Four years ago the Office for Standards in Education was not so complimentary, describing headteacher Geoff Gait-Carr’s leadership as unsatisfactory, mainly due to his failure to deal with underperforming teachers.

He said: “I felt awful. I was miserable for weeks.”

Now leadership is described as very good, and the school is in the forefront of the national drive to introduce creativity into the primary curriculum.

Four schools in Gloucester education action zone - Calton juniors, Calton infants, Harewood juniors and Kingsholm Church of England primary - have worked with consultant Roger Cole to create the city curriculum. It is based on termly topics which build on children’s experiences of life in Gloucester.

Mr Gait-Carr said: “Tessa Bayliss, the teacher who co-ordinates art, design and technology, said to me that art was always going to be useless in this school because there was no time for it. So we decided to do less of it and to do it better.”

Now each class concentrates on one topic per term, although some lessons are still taught separately.

In Calton junior, the break from subject-based teaching began with a Year 4 topic on the Second World War called “Bombs Away, Victory Ahead”.

This included enacting an evacuation. The children picked up their suitcases and gas masks (made in a design and technology lesson) and were taken by teachers to meet their host families in a village a few miles out of the city.
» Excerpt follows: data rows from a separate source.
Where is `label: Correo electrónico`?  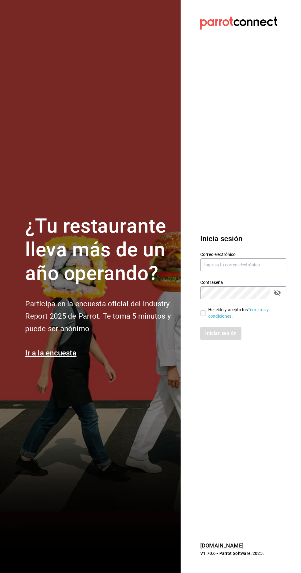 label: Correo electrónico is located at coordinates (243, 254).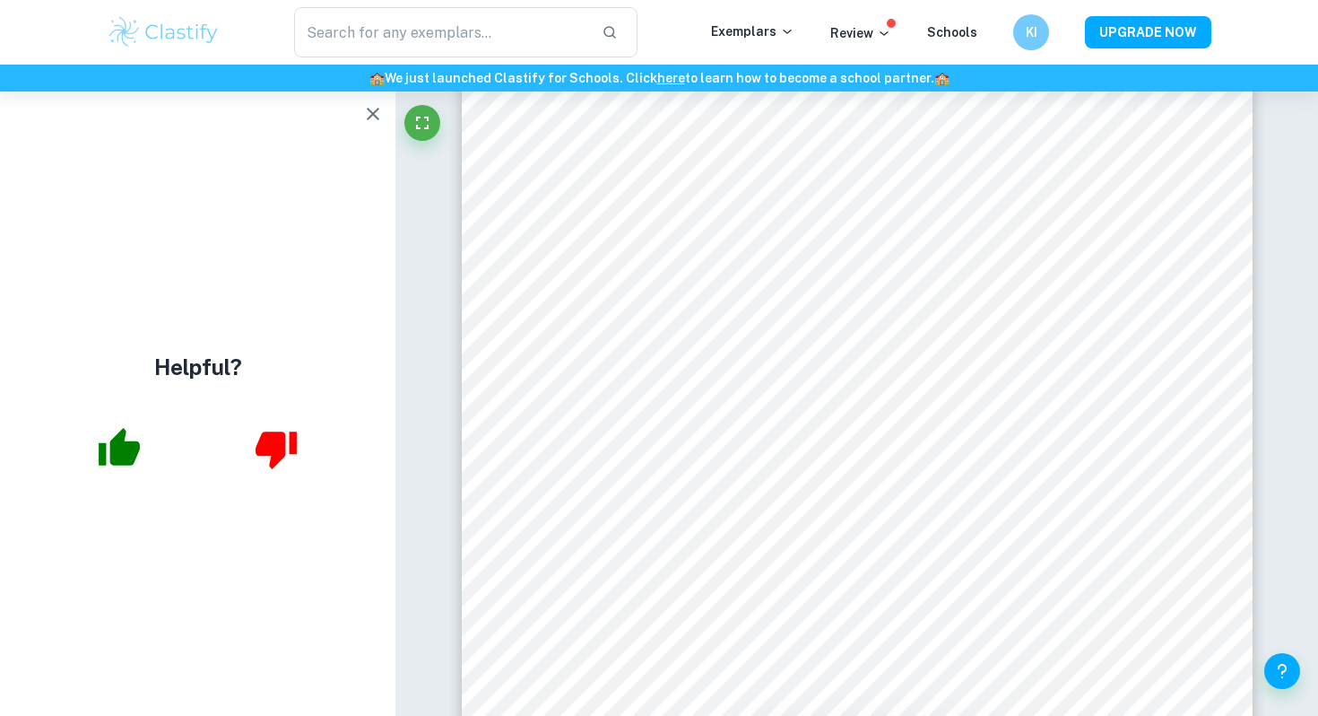 The width and height of the screenshot is (1318, 716). Describe the element at coordinates (163, 32) in the screenshot. I see `a: Clastify logo` at that location.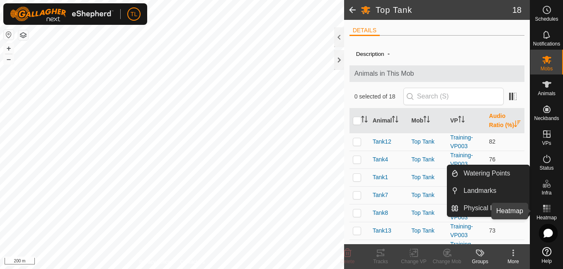 The image size is (563, 269). I want to click on span: Watering Points, so click(487, 174).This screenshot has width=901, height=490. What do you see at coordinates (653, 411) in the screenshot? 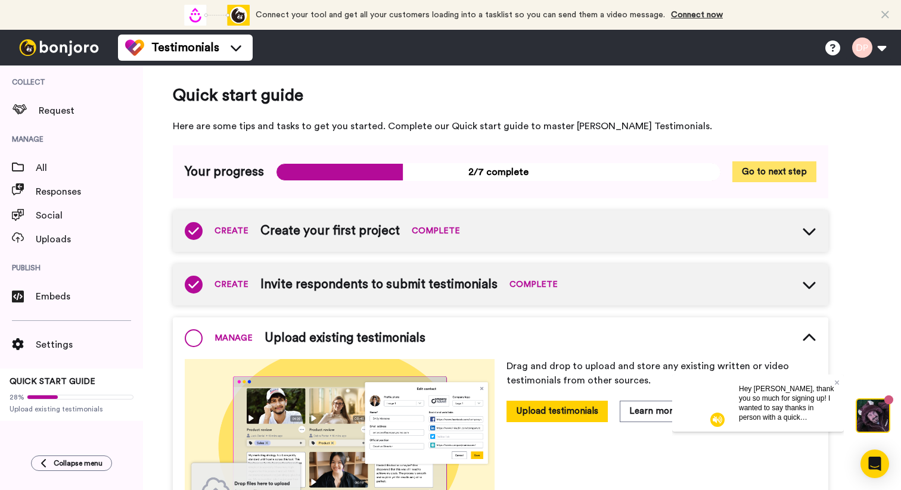
I see `button: Learn more` at bounding box center [653, 411].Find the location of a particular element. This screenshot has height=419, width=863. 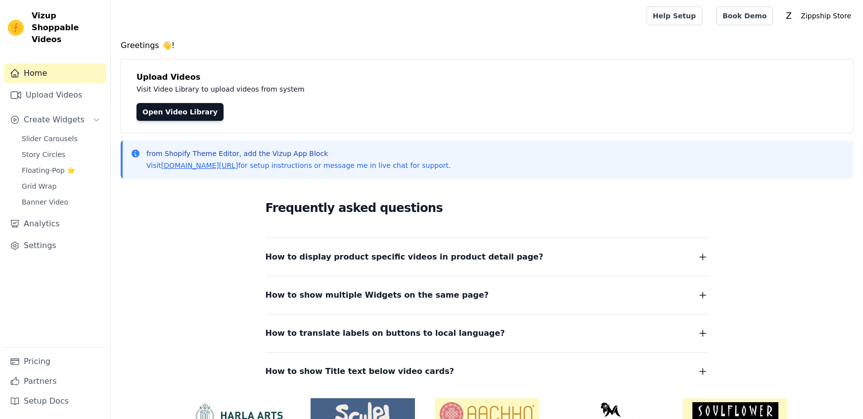

button: Create Widgets is located at coordinates (55, 120).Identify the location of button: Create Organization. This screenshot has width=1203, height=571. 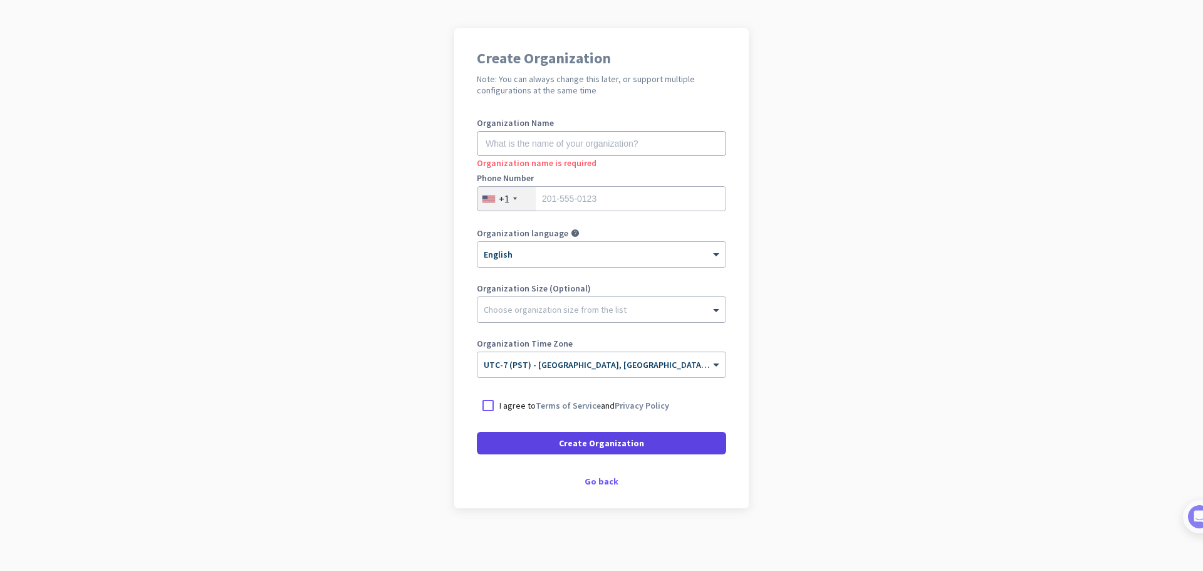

Across the playground at Calton infants, the themed approach is also prevalent. This term it is “vets and pets”. The pupils’ listening activity is a tape of animal sounds and the home corner is a vet’s practice.

Mr Gait-Carr said: “In Y5 the pupils learn about rivers. Four or five years ago I would go into the classroom and they would be watching a video of a river. But we are just five minutes away from the river Severn. This year we are taking the pupils to see the Severn bore, when the tide forces water to flow upstream.”

Ofsted is impressed with the approach which “enables all pupils to achieve well in all subjects”. The inspectors said: “The approach involves pupils more holistically in learning.

“There are increasing opportunities for pupils to apply and consolidate knowledge, understanding and skills learnt in a range of subject contexts.”

Kevin Jeffery, project director of Gloucester action zone, said: “The city curriculum has become really successful.

“We have lots of teachers within the city now who are interested.

“I think it is because it has occurred at this time, when people are ready to use what they have learnt from the literacy and numeracy strategies, and exploit them in a wider curriculum.”